If there are obligations, Firefox is such a fringe user agent these days that they can probably go without supporting it. The 3.8% of Swedes not using Chromium or Safari will fall off any serious compatibility requirements.
I doubt anything will break in Firefox, though. They just don’t want the burden of having to support a few hundred people when Firefox implements a feature slightly wrong/non-standard/not at all.
Just to be pedantic: we’ve had a hell of a time implementing dynamic resizing of svg’s in Firefox. Works fine with Chromium. We spent far too much development time to keep our 4% of users happy, but eventually we did it. Perhaps newer versions of Firefox changed this, but there are customer-facing oddities the bank’s customers may experience.
I’ve had similar issues with getting CSS tables to lay out properly in Chrome. Worked fine in IE/Edge/Firefox/WebKit but Chrome just randomly threw a fit and rearranged items for no reason, even the Javascript engine agreed with me that the tables should look like they were supposed to but they just didn’t when rendered.
My experience with SVGs in Firefox is that Firefox supports pretty much every basic features, but it expects the SVGs to be up to spec. As it turns out, a lot of SVGs on the web rely on quirks and side effects and you only find out they’re technically invalid when digging deep into the spec. Them behaving differently whether or not there’s an img tag around them also doesn’t help, and I’ve run into a few files using SVG features that only worked in some Adobe product and Chrome (only on desktop, IIRC) .
Getting browsers to work consistently still sucks, even when it’s not nearly as big a problem as it was fifteen years ago. I totally get why people don’t test for Firefox. We didn’t use to test for Safari for the very same reason; practically none of our end users used it and there are no usable cross platform browsers to test with even if they were, so we’d probably tell them to download Chrome anyway. Safari mostly worked well enough that if someone decided to pull out an iPad during demos it didn’t completely fail and that was food enough. Firefox only worked because devs preferred its superior web development tools.
I don’t think that there is an obligation with that kind of standard, no.

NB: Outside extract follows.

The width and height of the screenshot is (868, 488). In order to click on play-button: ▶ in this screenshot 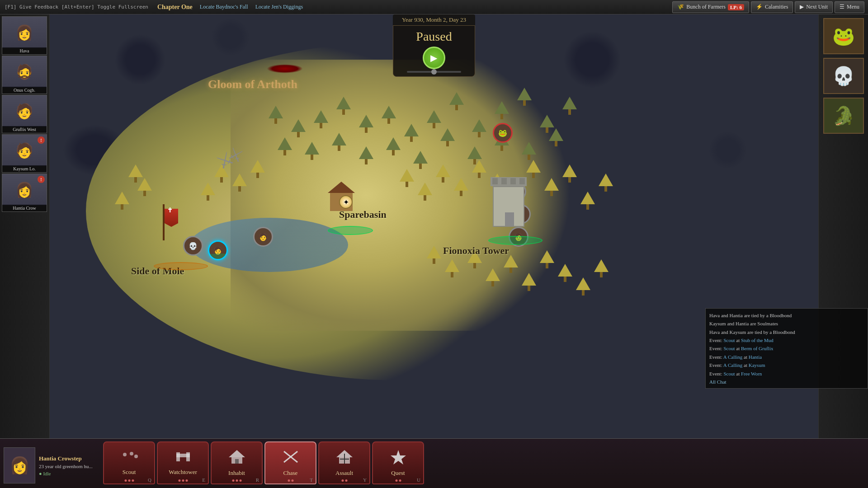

Banking and security, accessibility yes.
Specific choice of “user side software”, probably not. And it’s somewhat unlikely to happen too, because if you think about apps on phones, if suddenly a completely new phone OS were to show up and had 30% market share, it wouldn’t make sense to have a law that would legally require them to offer an app on that platform
And Chrome isn’t “officially bad” in a legal sense.
The internet standards themselves are a bit… imprecise too. Implementing them in browser is ultimately up to the companies, there is no legal body requiring a browser to have or not have features. They just usually sort of do the same things because going different paths would be stupid. Mostly. Sometimes they totally do that, though, e.g. calendars and contact info have a standard, but all implementations are a mess and transfer is a pain.
No laws otherwise orgs would have to support Internet Explorer even though it has been replaced with chromium edge.
If the bank can’t provide you with what you want, change banks.
If the bank can’t provide you with what you want, change banks.
While I agree, we both know the things are going… This won’t be an option at some point.
You gonna drink this verification can, boy, and you will greatly enjoy it!
-
As long as you have no individual contract with the bank that states otherwise,you are sadly out of luck. While banks must keep their service accessible, they can absolutely regulate how to access them as long it falls within reasoning.
-
There is a high likelihood that you can also use pure Chromium so you can at least stay off Google.
-
There has been a case in Germany when a bank changed it’s TAN process and customers didn’t want to change over to photoTAN/SMSTAN. It went through the court system and the highest federal court referred the case to the EU courts who afaik didn’t even accept it and did not see any problems. So it’s unlikely that there are any EU rules against it.
-
I think that there was a similar discussion around edge/IE and the result was the same.
Personally I would try a user agent switcher,if that doesn’t work chromium,if that does not work Chrome portable. The bank already knows everything and portable with a good firewall keeps google at bay.